Location-targeted advertising on mobile devices holds lots of promise for marketers, because they will be able to send ads to people, based on where they are and where they’ve been, along with other methods already in use. However, the market for location-based apps and services is still far too immature to support a robust advertising industry, claims Forrester, except for brands that want to run small tests of how to target male users.
“The market is quite nascent, with only a reads few million consumers using geo-location apps monthly,” an excerpt from the $500 study. “Marketers need to know what audiences can be reached with these services, which companies — if any — are ready for prime time, and whether LBSNs [location-based social networks] align with business objectives. Forrester recommends that bold, male-targeted marketers start testing, but that most marketers should wait until they can get a bigger bang for their buck, when adoption rates increase and established players emerge from the fray.”
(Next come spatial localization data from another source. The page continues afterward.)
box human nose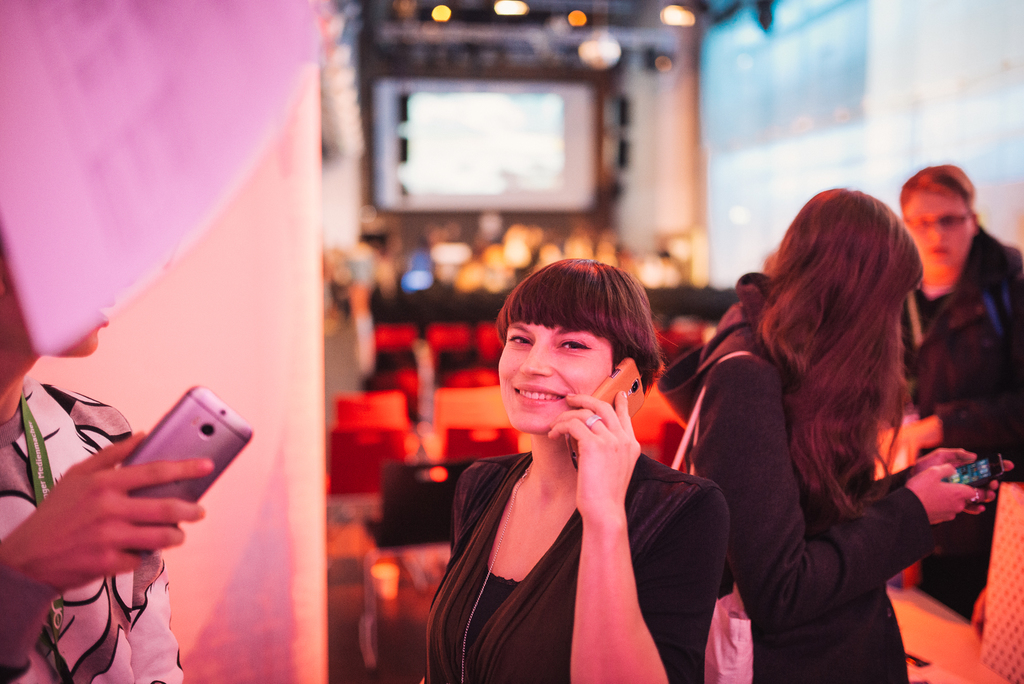
514/345/556/376
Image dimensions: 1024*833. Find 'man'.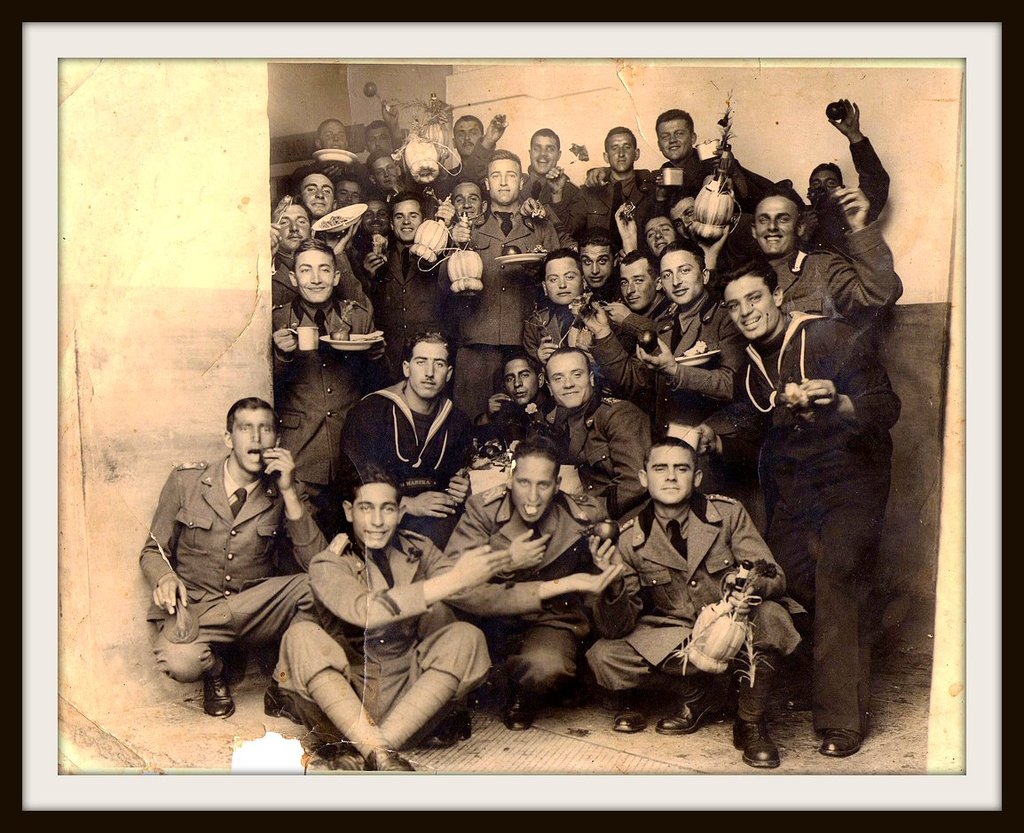
box=[366, 114, 412, 154].
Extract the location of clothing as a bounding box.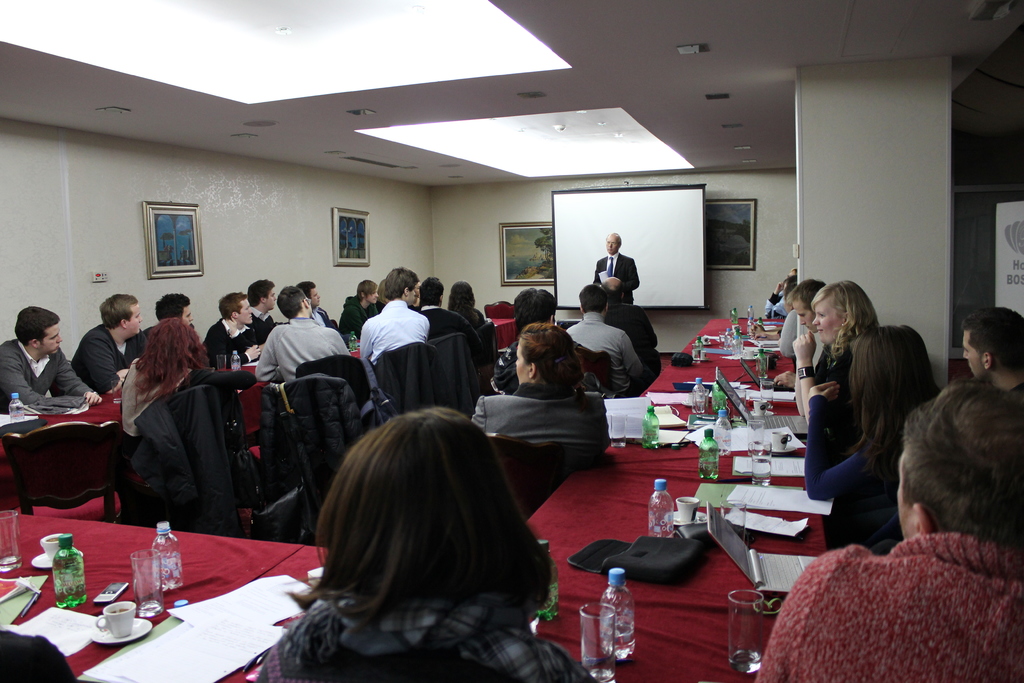
bbox(66, 314, 150, 395).
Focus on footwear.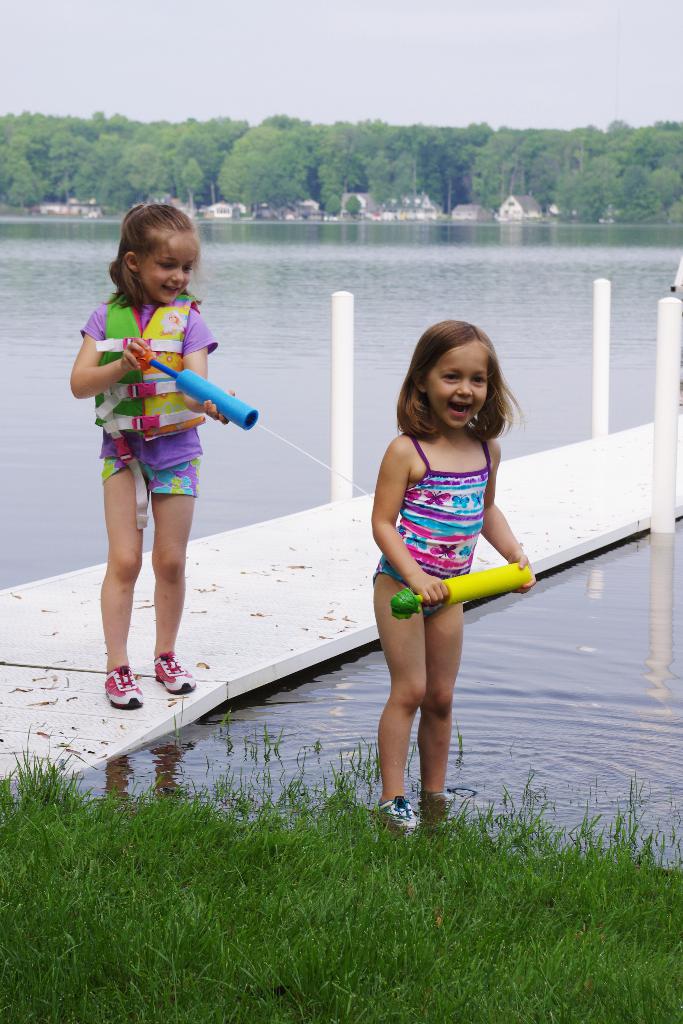
Focused at <region>150, 650, 197, 691</region>.
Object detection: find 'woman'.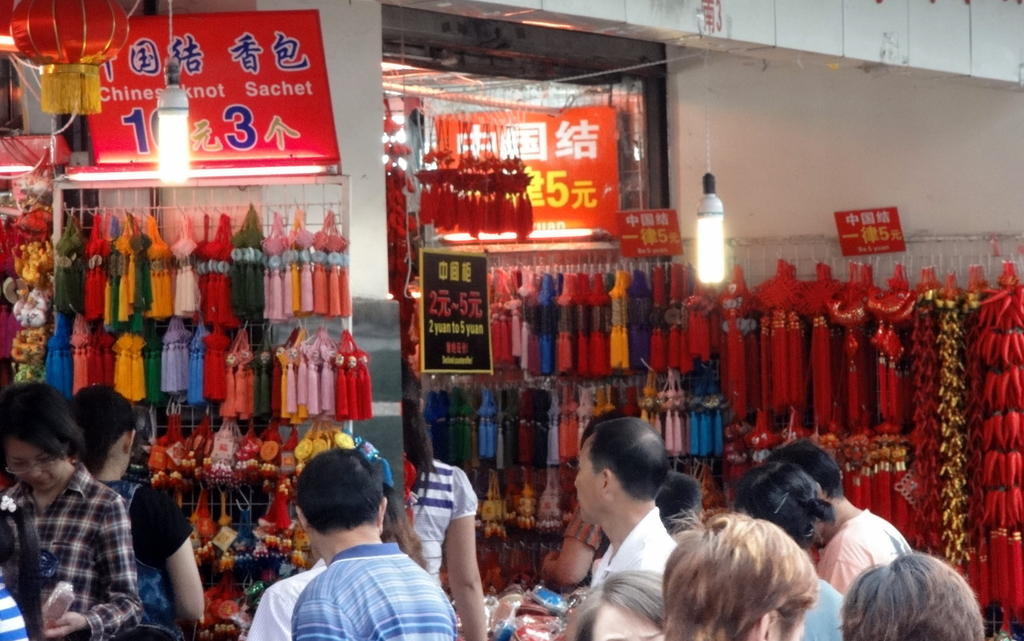
[left=563, top=560, right=675, bottom=640].
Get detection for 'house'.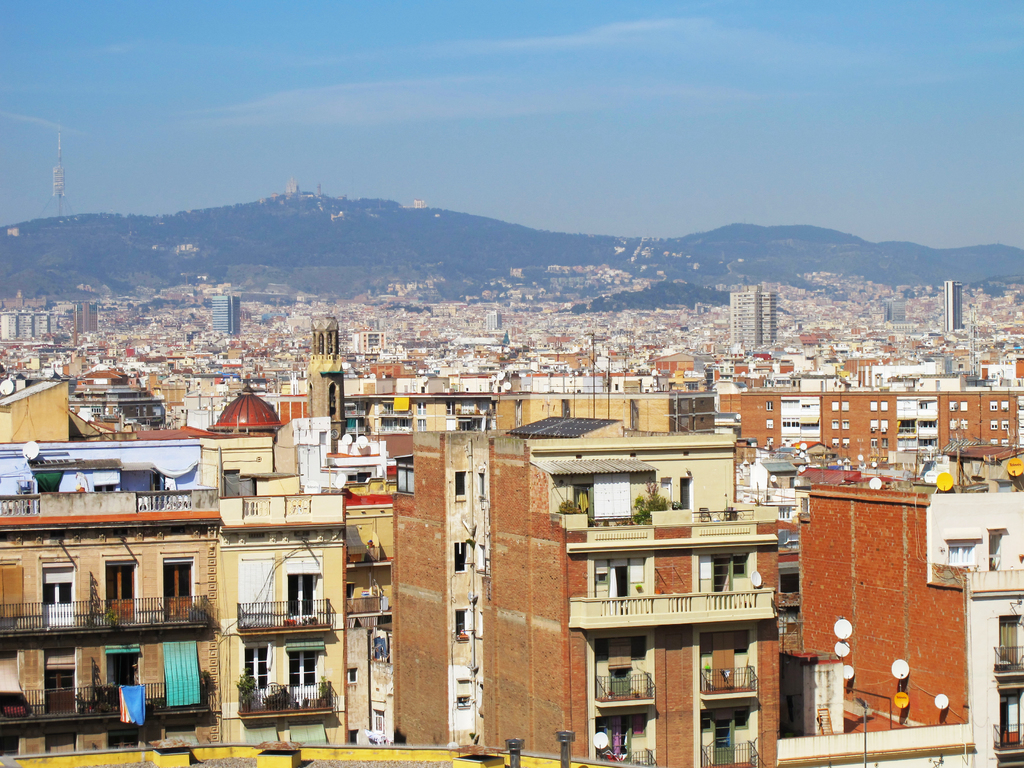
Detection: box=[200, 340, 255, 363].
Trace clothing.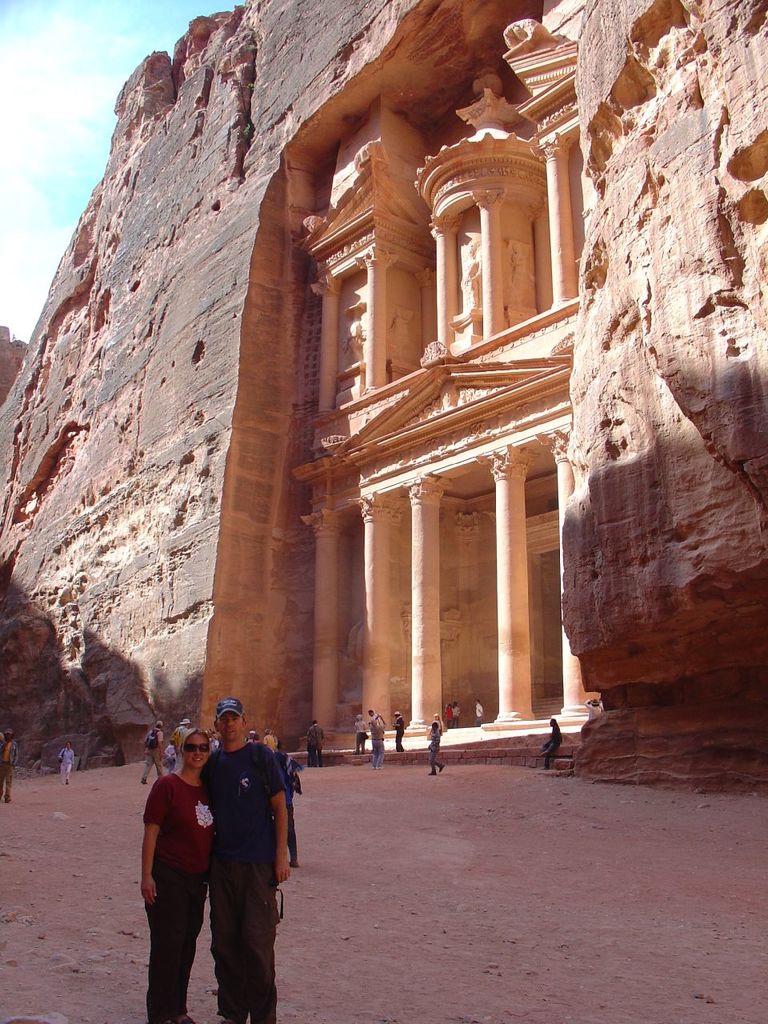
Traced to select_region(202, 746, 287, 1022).
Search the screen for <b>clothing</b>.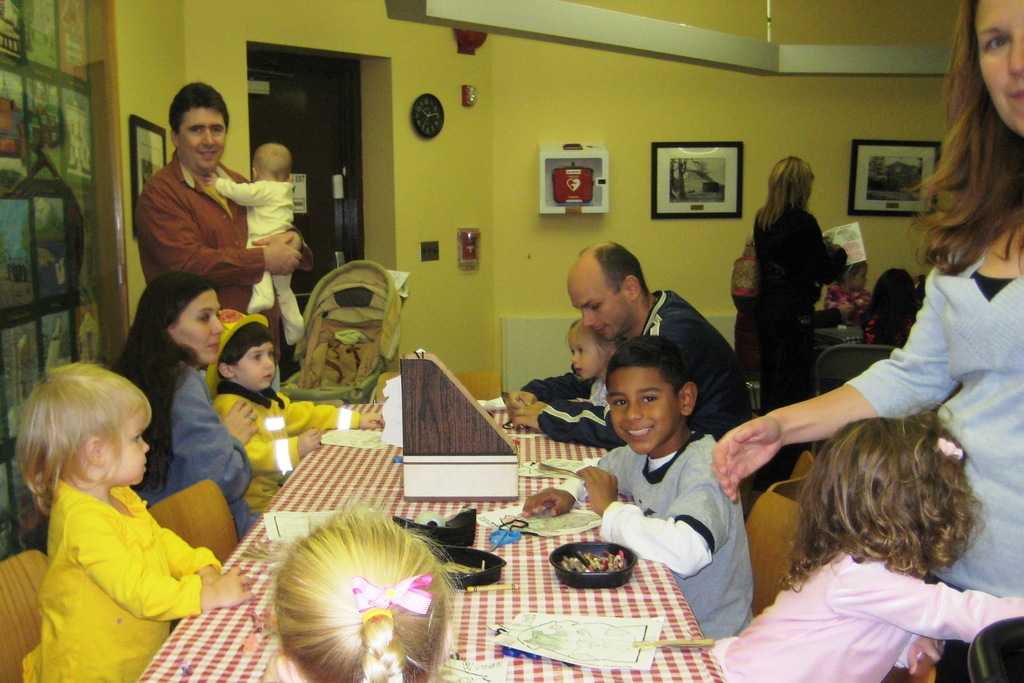
Found at bbox=[134, 147, 318, 395].
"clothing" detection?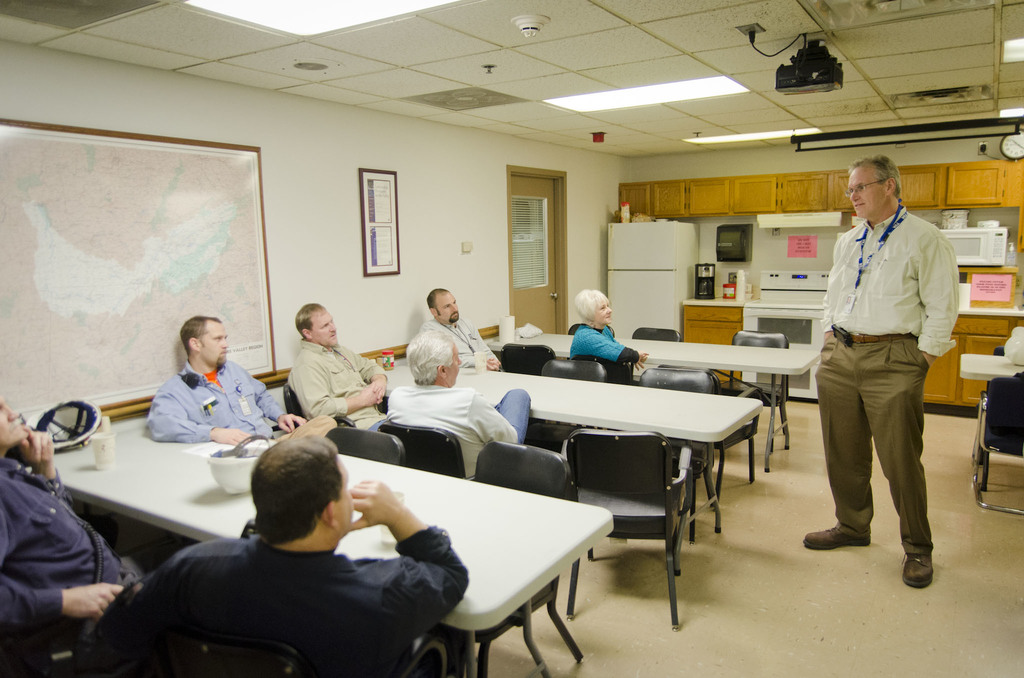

Wired.com obtained a copy of the report, which also concludes that the few people who are using Brightkite, Dopplr, Foursquare, Gowalla, Loopt, Scvngr, StickyBits, Whrrl and other location-based social networks tend to influence their friends and family, making them good advertising targets. They tend to be young males with college degrees living in households that pull in an average of $105,000 per year, and are more likely than the typical online American to check their cellphones from a store for product information before making a big purchase — a big factor for marketers looking to sway buying decisions at brick-and-mortar stores.
Another key finding: Facebook and Twitter “are both in prime position to combine their mastery of social networking with mobile location.” Twitter appears to be in better shape in this regard, having launched TwitterPlaces in June, which lets people tag their tweets with their locations (and lets others view tweets associated with a given place by searching for that tag).
Facebook, on the other hand, appears to have blown it, for now anyway. The site’s recent privacy imbroglio, which became front-page news on mainstream publications due to the way it was handling (or mishandling) sensitive personal data, was timed horribly, according to the study, because users will only divulge their locations to services they feel will maintain high privacy standards.
Eliot Van Buskirk writes for the Wired Epicenter blog.